The United Arab Emirates announced on Monday an ambitious follow-up mission: a grand tour of the asteroid belt, building on the success of its Hope spacecraft, which is now orbiting and studying Mars.
Launch of the MBR Explorer spacecraft is planned for 2028. The spacecraft was named after Sheikh Mohammed bin Rashid al-Maktoum, the ruler of Dubai and the prime minister of the United Arab Emirates. The spacecraft is scheduled to arrive at the 1.4-mile-wide asteroid Westerwald in February 2030, and will then go on to six more objects in the asteroid belt between Mars and Jupiter.
Most fascinating is the seventh discovered asteroid, named Justitia. Justitia, which has a diameter of around 30 miles, has an unusually crimson colour for an asteroid. It more closely resembles the tiny ice planets that circle the sun beyond Neptune’s orbit in the Kuiper belt.
Because of this, astronomers believe Justitia originated far out in the solar system and was dragged in by the larger planets’ varying orbits, where it ultimately became part of the asteroid belt.
In October 2034, the MBR Explorer will get within a few hundred feet of Justitia to examine it for at least seven months using cameras and spectrometers that can determine the asteroid’s composition, including the existence of water. The carbon-based molecules, which constitute the foundation of all life, are thought to be the source of the reddish hue. A tiny lander will also be released from the spaceship to settle on Justitia’s surface.
The MBR Explorer will weigh over two tonnes, making it far heavier than the Emirates’ Hope spacecraft, which made a trip to Mars. during the first six asteroids, the spacecraft will be travelling at high speeds during its flybys, requiring accurate navigation to keep the instruments pointing in the right direction.
Additionally, all of the planned flybys can only be accomplished if the spacecraft launches during a three-week window in March of 2028. If it can’t launch at that time, the whole mission will need to be rethought, perhaps with new targets among the asteroids.
The United Arab Emirates is a novice to space travel despite being an oil-rich nation somewhat smaller in size than the state of Maine. Its first space programme didn’t launch for another two decades.
As part of a larger effort to kickstart a high-tech economy in the nation in anticipation of a future when petroleum flows less abundantly, it is becoming more active in space today. One of its astronauts, Sultan al-Neyadi, is presently stationed in space at the International Space Station as part of this effort.
The first Emirati satellite, named DubaiSat-1, was launched in 2009. Although the satellite itself was built in South Korea, Emirati engineers served as interns there. KhalifaSat, a satellite designed to observe Earth, was constructed by the Mohammed bin Rashid Space facility in Dubai in 2018, nine years after the facility first opened.
The Emirates once again brought in international assistance from the Laboratory for Atmospheric and Space Physics at the University of Colorado Boulder for the Mars mission, its first journey deeper into the solar system.
Hope lifted off in July of 2020 and made it to Mars orbit 7 months later. The rate at which Mars’ thin atmosphere escapes into space is a topic of ongoing research. This includes the effects of meteorological phenomena like dust storms in the lower atmosphere. Recently, it took detailed pictures of Mars’s smaller moon, Deimos.
Where to go from here was a topic of discussion among Emirati space leaders. After the Emirates Mars mission, “we looked at the whole solar system in terms of what happens next,” Ms. al-Amiri said.
The Colorado laboratory would have “an even more intense involvement” in the next asteroid expedition, according to Pete Withnell, who managed the Emirates’ journey to Mars.
While working on the Hope spacecraft, several Emiratis went from knowing nothing about aerospace to being among the mission’s top commanders. Mr. al-Awadhi, a former Emirates airline maintenance engineer and now the mission’s chief systems engineer, is one example.
Mr. Withnell said that more groups were participating and that the new spacecraft may be constructed in Colorado once again. Malin Space Science Systems out of San Diego is responsible for manufacturing the two cameras, while the Italian Space Agency is contributing one of the spectrometer equipment.
MBR Explorer’s diverse sample of asteroids will provide valuable scientific benchmarks for future missions to comparable asteroids like NASA’s Lucy (scheduled for flight in 2021).
If Justitia is really an intruder from the solar system’s outskirts, planetary scientists may be able to determine this. Other bodies, however, have a greyish reddish colour and are assumed to be objects from the Kuiper belt that have been pulled closer to the sun. What he meant by that was that the closer you got to it, the more of the red substance was being burned off by the sun.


■ Problem
It is required that all of the data be written out exactly.

■ Entries supplied
<<<<
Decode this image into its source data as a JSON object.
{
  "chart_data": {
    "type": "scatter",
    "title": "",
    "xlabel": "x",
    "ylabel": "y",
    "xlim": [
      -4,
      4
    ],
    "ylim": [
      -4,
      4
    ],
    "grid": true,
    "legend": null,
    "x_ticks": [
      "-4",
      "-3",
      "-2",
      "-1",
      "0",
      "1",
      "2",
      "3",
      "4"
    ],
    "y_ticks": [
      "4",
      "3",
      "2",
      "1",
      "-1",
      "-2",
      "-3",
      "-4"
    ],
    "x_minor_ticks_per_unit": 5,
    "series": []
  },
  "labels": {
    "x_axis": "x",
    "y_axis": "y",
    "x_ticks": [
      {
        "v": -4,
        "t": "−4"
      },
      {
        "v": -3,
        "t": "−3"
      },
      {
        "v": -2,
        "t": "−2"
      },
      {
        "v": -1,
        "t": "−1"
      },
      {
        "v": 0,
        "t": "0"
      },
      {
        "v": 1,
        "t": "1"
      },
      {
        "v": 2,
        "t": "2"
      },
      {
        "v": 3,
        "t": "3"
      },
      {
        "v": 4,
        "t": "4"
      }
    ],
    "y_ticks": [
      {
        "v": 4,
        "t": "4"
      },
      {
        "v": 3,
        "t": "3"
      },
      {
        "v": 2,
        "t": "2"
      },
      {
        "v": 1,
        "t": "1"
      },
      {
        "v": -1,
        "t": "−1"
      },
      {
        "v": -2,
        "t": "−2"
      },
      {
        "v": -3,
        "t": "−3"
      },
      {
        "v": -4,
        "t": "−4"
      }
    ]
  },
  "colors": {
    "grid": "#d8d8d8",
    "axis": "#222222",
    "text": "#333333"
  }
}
>>>>
■ Answer for the task
Decode this image into its source data as a JSON object.
{
  "chart_data": {
    "type": "scatter",
    "title": "",
    "xlabel": "x",
    "ylabel": "y",
    "xlim": [
      -4,
      4
    ],
    "ylim": [
      -4,
      4
    ],
    "grid": true,
    "legend": null,
    "x_ticks": [
      "-4",
      "-3",
      "-2",
      "-1",
      "0",
      "1",
      "2",
      "3",
      "4"
    ],
    "y_ticks": [
      "4",
      "3",
      "2",
      "1",
      "-1",
      "-2",
      "-3",
      "-4"
    ],
    "x_minor_ticks_per_unit": 5,
    "series": []
  },
  "labels": {
    "x_axis": "x",
    "y_axis": "y",
    "x_ticks": [
      {
        "v": -4,
        "t": "−4"
      },
      {
        "v": -3,
        "t": "−3"
      },
      {
        "v": -2,
        "t": "−2"
      },
      {
        "v": -1,
        "t": "−1"
      },
      {
        "v": 0,
        "t": "0"
      },
      {
        "v": 1,
        "t": "1"
      },
      {
        "v": 2,
        "t": "2"
      },
      {
        "v": 3,
        "t": "3"
      },
      {
        "v": 4,
        "t": "4"
      }
    ],
    "y_ticks": [
      {
        "v": 4,
        "t": "4"
      },
      {
        "v": 3,
        "t": "3"
      },
      {
        "v": 2,
        "t": "2"
      },
      {
        "v": 1,
        "t": "1"
      },
      {
        "v": -1,
        "t": "−1"
      },
      {
        "v": -2,
        "t": "−2"
      },
      {
        "v": -3,
        "t": "−3"
      },
      {
        "v": -4,
        "t": "−4"
      }
    ]
  },
  "colors": {
    "grid": "#d8d8d8",
    "axis": "#222222",
    "text": "#333333"
  }
}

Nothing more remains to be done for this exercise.